Vale reviews copper, nickel guidance amid labor, climate issues

Teluk Rubiah distribution terminal (Credit: Vale)

Brazilian miner Vale SA said on Monday evening that it was reviewing its guidance for 2021 nickel and copper output as strikes and “extraordinary climate conditions” in Canada have materially affected production.

In its second quarter output report, Vale said it produced 41,500 tonnes of nickel in the period and 73,500 tonnes of copper, representing quarterly declines of 14.3% and 4%, respectively.

A union walk off at Vale’s mine in Sudbury, Canada, that started on June 1, is hitting production for both metals, the company said. Additionally, non-scheduled maintenance at a metals refinery in Wales was constraining nickel output, and a flood at its Voisey’s Bay assets in Labrador, Canada, hit copper output.

“(Copper) production was hit mainly by the Sudbury strike and delays at Voisey’s Bay resulting from the flooding of the mine, related principally to extraordinary climate conditions,” the company said, adding that the flooding had since subsided.

The company said that production of iron ore, the core of its business, had come in at 75.7 million tonnes in the second quarter, up 11.3% in quarterly terms and 12% in annual terms. Among several factors that buoyed iron ore output, the company said, was the completion of maintenance at the Ponta da Madeira port in northern Brazil. The miner maintained its 2021 iron ore production guidance of 315-335 million tonnes.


ABOUT THIS EXERCISE -
Where in the listing does the word "Invoice" appear? Report each line that holds it.

##### RAW DATA

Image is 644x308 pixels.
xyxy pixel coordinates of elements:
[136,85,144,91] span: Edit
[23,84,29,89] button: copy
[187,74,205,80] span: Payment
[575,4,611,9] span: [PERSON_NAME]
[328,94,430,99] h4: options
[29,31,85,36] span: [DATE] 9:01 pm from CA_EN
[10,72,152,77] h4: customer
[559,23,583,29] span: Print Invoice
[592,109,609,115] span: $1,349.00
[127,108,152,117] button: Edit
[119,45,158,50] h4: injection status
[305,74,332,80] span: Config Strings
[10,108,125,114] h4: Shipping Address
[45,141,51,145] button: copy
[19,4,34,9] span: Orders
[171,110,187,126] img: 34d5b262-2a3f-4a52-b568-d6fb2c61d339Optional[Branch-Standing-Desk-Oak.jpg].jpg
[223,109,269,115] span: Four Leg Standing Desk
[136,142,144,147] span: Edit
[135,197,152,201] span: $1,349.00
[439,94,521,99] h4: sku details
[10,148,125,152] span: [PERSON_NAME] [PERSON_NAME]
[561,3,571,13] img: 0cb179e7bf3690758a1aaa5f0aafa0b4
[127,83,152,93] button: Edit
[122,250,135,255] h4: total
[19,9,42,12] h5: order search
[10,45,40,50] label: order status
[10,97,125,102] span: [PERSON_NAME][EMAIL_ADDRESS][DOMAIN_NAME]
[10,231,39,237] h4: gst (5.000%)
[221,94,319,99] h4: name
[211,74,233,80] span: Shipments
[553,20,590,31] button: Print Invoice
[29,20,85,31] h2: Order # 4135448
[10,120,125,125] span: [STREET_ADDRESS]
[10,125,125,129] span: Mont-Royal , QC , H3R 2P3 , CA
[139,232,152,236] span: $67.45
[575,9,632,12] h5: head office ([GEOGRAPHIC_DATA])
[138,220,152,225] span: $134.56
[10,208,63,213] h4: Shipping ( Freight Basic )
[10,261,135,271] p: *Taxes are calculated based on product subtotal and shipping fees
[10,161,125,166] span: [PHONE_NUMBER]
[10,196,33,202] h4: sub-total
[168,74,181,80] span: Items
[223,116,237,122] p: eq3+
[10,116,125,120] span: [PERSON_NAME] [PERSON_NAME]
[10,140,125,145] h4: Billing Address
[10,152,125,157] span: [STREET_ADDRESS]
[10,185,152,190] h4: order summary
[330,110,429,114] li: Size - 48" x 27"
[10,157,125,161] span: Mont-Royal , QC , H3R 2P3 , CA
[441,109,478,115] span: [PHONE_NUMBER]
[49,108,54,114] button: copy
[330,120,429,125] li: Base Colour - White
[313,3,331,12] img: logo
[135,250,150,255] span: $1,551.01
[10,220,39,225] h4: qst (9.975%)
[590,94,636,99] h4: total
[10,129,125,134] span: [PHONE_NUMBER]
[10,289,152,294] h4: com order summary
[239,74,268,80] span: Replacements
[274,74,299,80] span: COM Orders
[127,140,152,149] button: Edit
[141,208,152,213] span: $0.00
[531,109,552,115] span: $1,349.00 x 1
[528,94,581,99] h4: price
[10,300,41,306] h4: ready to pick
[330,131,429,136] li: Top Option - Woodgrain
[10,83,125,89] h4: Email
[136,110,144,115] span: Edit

##########
##### RAW DATA

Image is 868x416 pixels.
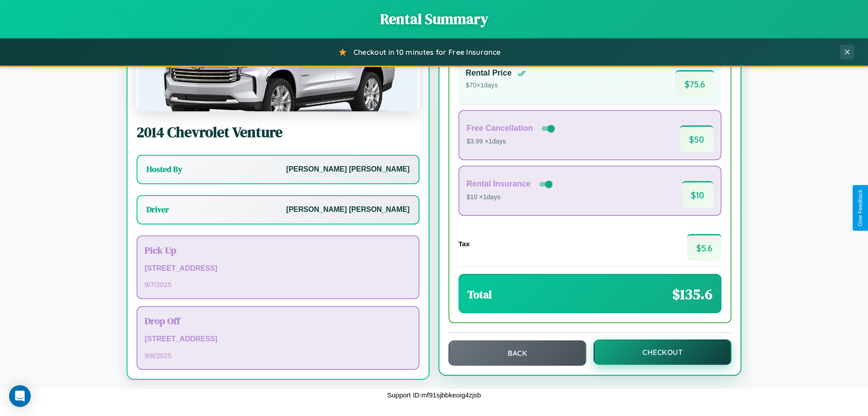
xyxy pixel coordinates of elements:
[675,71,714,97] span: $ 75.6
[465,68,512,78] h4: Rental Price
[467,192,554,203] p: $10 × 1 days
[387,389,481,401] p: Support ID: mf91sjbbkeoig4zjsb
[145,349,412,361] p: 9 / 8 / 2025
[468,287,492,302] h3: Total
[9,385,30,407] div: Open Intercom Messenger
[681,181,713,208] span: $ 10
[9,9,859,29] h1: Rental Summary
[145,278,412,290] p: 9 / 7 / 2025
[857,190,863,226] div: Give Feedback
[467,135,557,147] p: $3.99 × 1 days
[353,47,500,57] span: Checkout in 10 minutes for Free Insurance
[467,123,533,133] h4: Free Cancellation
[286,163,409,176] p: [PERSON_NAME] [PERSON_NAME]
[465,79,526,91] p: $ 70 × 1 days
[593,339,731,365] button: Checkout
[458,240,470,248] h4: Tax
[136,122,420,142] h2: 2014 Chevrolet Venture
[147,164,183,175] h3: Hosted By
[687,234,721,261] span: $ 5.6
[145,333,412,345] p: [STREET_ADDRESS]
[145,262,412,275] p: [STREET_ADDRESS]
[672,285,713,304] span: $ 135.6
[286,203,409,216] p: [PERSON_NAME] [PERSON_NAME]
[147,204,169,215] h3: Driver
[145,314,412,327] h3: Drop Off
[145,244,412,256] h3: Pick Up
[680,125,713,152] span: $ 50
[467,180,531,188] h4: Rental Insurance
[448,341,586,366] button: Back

##########

RESPONSE BELOW -
[559,23,583,29] span: Print Invoice
[553,20,590,31] button: Print Invoice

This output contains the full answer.